Exposition: I love the beginning of verse 4, “So Abram went as the LORD told Him. He took all he had, only his wife and one nephew, and left for Canaan. He left behind all he knew because some God he did not yet worship called Him to do so.
Application: This may seem like an easy choice. The creator of the universe tells you to go and He will bless you. Easy decision. But what if God called you to go somewhere else as a missionary. What if God called you to pick up, leave your parents and other non-immediate family members behind and go. Or parents, what if He called your child to go overseas or across the country as a missionary. Would you be willing to be obedient. Abram was. And through the entire world his obedience was blessed.
Transition: Lastly, we see that God gave Abram a promise of the future. We read in verses 7-9 Genesis 12:7-9 “Then the Lord appeared to Abram and said, “To your offspring I will give this land.” So he built there an altar to the Lord, who had appeared to him. From there he moved to the hill country on the east of Bethel and pitched his tent, with Bethel on the west and Ai on the east. And there he built an altar to the Lord and called upon the name of the Lord. And Abram journeyed on, still going toward the Negeb.”
Exposition: Notice, God doesn’t tell Abram that he will settle this land. He doesn’t say he is giving it to him. He tells him he will give it to an offspring that doesn’t even exist yet. But what does Abram do, he builds an altar there in the land.
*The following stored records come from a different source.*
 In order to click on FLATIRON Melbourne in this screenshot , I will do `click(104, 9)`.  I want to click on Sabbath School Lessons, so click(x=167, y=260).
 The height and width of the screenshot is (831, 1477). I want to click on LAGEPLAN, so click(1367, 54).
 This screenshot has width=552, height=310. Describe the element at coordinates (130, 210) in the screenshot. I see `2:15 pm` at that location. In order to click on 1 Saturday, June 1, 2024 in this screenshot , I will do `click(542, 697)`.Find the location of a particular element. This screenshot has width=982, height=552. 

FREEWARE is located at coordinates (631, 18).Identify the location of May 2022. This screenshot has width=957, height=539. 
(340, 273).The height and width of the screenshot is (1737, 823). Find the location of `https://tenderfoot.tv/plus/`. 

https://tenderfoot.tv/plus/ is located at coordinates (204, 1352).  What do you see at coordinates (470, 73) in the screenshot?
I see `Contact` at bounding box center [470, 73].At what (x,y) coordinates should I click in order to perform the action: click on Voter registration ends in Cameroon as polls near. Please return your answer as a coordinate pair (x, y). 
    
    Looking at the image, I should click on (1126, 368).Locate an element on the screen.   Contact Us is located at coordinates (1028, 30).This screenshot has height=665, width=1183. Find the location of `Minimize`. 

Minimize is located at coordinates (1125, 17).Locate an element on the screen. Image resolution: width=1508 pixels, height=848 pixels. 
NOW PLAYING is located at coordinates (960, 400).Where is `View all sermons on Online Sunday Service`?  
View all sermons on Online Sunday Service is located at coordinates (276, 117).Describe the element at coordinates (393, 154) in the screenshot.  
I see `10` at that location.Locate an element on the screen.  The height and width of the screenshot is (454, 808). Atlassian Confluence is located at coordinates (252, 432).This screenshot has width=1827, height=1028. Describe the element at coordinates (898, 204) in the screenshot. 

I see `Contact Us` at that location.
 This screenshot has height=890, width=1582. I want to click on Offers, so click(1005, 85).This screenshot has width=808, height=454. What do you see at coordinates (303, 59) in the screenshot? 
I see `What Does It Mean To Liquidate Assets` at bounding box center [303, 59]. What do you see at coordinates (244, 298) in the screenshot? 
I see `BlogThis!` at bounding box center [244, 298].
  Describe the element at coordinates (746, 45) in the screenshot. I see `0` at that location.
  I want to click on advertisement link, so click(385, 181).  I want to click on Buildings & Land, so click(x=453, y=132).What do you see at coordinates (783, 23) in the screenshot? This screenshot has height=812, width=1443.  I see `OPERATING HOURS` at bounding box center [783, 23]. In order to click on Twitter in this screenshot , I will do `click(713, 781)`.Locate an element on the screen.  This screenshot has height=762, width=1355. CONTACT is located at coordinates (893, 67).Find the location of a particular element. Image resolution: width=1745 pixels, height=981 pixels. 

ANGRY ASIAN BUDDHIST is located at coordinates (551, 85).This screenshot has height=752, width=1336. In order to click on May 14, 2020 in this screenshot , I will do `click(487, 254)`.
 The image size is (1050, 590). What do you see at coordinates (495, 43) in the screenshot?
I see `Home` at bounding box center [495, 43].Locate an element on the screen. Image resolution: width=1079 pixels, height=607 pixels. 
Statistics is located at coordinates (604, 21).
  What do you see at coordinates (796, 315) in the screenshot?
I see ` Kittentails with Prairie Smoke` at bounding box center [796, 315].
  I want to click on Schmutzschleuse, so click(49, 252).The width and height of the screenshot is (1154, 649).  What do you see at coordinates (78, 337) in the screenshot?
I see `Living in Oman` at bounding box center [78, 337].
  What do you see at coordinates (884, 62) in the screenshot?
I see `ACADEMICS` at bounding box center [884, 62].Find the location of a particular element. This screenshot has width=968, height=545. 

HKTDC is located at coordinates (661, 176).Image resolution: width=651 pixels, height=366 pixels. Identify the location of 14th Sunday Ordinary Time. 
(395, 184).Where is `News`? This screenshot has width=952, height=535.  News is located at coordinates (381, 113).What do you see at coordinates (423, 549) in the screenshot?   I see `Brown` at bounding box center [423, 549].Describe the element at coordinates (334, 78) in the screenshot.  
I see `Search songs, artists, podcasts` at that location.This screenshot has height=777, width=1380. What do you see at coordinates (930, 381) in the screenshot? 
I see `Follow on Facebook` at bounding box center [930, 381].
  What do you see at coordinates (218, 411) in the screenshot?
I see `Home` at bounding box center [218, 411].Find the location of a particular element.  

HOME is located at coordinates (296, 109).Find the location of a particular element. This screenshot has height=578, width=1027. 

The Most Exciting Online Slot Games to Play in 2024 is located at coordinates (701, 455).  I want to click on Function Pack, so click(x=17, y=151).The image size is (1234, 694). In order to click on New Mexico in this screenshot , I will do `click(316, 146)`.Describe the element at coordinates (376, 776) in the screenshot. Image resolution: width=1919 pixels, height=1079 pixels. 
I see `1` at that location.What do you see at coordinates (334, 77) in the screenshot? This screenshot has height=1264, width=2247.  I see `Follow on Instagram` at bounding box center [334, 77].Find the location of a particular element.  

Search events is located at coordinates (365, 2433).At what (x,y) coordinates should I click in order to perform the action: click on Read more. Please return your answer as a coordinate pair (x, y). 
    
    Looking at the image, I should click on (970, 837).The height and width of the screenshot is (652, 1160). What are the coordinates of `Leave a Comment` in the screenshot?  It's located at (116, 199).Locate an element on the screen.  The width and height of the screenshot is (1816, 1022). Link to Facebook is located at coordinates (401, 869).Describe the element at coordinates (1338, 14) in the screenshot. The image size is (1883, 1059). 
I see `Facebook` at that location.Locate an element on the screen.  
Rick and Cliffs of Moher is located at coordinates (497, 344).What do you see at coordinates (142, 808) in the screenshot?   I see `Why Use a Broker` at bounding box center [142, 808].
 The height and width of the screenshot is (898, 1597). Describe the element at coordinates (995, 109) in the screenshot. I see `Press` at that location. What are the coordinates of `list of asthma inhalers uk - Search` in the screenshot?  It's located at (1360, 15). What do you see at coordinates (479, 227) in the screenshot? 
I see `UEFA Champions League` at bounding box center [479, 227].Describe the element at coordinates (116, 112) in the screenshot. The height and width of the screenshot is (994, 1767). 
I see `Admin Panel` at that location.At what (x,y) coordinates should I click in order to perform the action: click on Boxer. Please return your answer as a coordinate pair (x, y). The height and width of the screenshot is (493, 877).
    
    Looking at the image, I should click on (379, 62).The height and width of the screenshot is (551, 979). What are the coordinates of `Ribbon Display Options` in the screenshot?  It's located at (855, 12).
Then, he keeps going, and builds another altar and calls upon the name of the LORD. Abram had a hope of the day that was coming based on God’s promise, and it led Him to worship the one true God.
Application: There are a lot of different things in life we can place our trust in. We can place it in our family, our jobs, our wealth, other religions, our popularity or even virtues we think we have. But that doesn’t get us very far, because it will always fall short because all of those things are based on what is now and what is now is flawed. They are all without hope. But when we trust in Jesus, when we trust that he gives us an eternal hope, it’s different. We don’t do good things to get to heaven. Those that are saved do good things because they realize that they have a promise that comes only from the grace of God and Jesus’ sacrifice. We have a hope that one day we will be in heaven forever. And that hope comes from the blessing of the whole world that is a descendant of Abram. So tonight, I ask, who is your hope in? Is it in Jesus, or is it in the things of this world? Are you willing to be obedient to Him because of the hope He has given you? Are your allowing that hope to help you see past the things of this world and live for the day that’s coming?